Homeward Bound

After a nine-year trial period, California’s Central Coast recently began to feel like home. Then I went and confused myself by going back to my hometown of Steamboat Springs, Colorado, for Christmas.

The week before leaving, I caught myself driving down the street enjoying this place I live, not judging it or categorizing it—a better or worse part of town, these attractive features, those not-so-desirable features. And oddly, after resisting it for so long, feeling at home didn’t scare me.

Barn in front of the Steamboat ski mountain
Steamboat Springs in all its glory.

Home is a potpourri. It includes a sense of belonging and acceptance—both of oneself and of the place—but also a familiarity, a sense that here, things are as they should be. It takes time for a spot of earth to transform into a home, and the process is somewhat mysterious.

After graduating from college and before moving to the Central Coast, I never lived anywhere more than two years. I never intended to stay, but at some point the prospect of finding the grocery store and post office all over again in a new town overwhelmed me.

During that itinerant period Steamboat held unqualified home status. It probably helped that I lived in the same house from preschool through my senior year and generally enjoyed childhood.

A good part of our self-concept is wrapped up in the corner of the world we choose to call home. For several years, I had a dual identity. In California, I’d say, “I’m going home for Christmas,” and when I was leaving Steamboat, I’d say, “I’m going home Sunday.” Even this year, I refused to raise my hand in church when the lector asked who was visiting from out of town.

I have yet to figure out what you lose and what you gain when your hometown is no longer your home. I do know Steamboat’s beauty makes my breath catch in a way it didn’t when I lived there. I also know I have lost the Coloradan’s conviction that you are not really living unless you have to contend with snow nine months of the year.

Driving to the airport in Denver on one of the only truly cold days during my trip, I saw an underdressed woman hitchhiking on the side of the road. She looked as if she were leaving somewhere rather than going to somewhere. The look on her face reminded me that I am incredibly fortunate to be able to do both.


Please find how many lines of the data contain the string "point", and respond with that number only.

==== RECORD EXTRACTS

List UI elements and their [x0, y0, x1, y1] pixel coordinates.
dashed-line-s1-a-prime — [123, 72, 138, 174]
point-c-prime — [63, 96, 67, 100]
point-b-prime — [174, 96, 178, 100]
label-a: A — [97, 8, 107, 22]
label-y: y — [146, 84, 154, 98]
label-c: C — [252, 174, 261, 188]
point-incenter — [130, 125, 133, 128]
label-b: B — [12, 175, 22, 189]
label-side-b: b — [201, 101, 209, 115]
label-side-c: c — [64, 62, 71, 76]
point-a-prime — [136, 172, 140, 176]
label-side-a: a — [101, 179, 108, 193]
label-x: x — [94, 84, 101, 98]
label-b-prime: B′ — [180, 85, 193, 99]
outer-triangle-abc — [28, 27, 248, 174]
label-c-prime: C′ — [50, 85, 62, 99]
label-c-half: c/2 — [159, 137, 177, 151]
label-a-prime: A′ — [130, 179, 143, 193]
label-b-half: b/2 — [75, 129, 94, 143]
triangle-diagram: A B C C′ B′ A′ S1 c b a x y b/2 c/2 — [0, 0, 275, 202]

========
==== RECORD EXTRACTS

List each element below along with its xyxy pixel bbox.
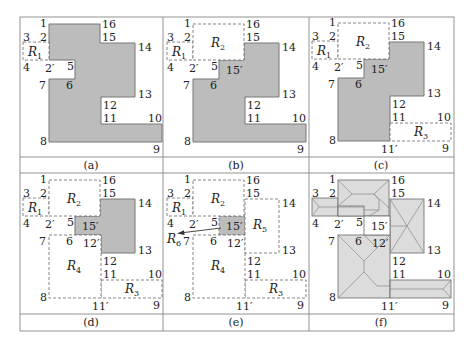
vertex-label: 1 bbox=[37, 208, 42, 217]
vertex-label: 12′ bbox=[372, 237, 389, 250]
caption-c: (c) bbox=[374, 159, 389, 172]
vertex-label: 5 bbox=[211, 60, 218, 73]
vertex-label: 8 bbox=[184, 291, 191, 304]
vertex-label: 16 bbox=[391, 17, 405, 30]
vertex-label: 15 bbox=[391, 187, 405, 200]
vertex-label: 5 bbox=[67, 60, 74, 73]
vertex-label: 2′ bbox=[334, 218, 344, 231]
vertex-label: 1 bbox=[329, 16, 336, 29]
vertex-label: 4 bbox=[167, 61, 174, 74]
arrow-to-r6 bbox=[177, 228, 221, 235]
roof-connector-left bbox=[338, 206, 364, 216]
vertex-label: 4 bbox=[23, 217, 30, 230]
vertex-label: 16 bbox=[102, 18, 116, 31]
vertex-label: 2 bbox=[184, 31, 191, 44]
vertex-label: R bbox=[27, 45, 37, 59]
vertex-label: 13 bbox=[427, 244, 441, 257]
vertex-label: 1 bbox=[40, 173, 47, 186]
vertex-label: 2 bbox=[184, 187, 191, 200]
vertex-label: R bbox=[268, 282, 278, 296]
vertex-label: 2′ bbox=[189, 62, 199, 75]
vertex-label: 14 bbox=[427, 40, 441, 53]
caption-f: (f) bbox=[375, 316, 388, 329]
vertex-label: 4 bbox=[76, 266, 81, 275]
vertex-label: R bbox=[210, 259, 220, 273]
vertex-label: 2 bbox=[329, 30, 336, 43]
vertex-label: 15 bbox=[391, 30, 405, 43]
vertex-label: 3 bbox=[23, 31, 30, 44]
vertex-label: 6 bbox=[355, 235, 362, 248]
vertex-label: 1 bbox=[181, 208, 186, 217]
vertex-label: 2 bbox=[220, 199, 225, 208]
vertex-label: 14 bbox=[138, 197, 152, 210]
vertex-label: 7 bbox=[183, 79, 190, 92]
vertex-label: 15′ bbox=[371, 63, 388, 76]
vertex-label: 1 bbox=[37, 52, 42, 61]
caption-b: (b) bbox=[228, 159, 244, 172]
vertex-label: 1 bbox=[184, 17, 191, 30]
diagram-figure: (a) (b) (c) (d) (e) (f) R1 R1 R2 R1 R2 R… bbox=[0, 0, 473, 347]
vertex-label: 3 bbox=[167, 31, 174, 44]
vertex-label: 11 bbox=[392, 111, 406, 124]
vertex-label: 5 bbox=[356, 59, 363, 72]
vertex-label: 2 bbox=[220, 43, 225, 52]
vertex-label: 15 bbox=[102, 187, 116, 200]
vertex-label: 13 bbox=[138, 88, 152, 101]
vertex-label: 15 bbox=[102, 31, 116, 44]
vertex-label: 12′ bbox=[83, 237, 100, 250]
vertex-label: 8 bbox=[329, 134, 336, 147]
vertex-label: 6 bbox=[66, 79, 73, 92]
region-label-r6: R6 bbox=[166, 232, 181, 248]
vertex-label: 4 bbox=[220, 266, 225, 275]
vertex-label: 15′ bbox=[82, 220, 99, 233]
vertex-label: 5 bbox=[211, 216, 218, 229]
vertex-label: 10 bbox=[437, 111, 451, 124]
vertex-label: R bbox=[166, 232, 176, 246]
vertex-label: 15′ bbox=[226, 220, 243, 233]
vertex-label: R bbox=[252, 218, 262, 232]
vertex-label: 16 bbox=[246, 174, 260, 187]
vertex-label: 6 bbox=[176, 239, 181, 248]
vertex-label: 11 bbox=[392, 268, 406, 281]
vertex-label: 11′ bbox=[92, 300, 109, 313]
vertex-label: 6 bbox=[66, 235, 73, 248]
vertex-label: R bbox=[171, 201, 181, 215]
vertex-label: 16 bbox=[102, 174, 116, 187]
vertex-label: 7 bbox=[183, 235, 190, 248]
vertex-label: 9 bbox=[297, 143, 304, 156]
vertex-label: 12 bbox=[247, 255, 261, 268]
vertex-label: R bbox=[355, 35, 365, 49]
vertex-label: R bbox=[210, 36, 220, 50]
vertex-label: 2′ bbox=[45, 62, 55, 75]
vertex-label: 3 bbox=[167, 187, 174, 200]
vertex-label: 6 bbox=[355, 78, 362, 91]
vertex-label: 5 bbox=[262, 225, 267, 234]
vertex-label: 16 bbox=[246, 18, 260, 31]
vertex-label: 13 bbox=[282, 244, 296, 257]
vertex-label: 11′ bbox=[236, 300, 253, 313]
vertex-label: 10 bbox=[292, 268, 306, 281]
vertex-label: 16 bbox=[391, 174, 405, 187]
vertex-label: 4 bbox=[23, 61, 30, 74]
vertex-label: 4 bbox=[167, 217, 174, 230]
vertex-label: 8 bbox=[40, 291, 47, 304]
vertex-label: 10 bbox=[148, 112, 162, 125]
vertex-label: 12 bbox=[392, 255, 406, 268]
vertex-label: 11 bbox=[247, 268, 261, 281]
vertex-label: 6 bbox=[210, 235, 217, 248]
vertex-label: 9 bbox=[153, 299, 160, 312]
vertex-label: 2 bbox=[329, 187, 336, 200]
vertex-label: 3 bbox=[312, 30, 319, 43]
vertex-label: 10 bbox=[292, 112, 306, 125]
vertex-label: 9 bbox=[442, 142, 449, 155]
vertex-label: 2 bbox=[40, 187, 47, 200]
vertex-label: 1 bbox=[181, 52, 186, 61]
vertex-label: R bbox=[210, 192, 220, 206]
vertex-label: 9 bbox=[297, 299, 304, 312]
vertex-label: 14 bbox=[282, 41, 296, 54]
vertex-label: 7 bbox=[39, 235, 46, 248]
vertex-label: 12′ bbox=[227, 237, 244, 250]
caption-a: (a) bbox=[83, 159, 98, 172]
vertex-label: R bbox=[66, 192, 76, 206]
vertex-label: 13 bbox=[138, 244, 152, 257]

========

▶ **RESULT OF THE TASK**
4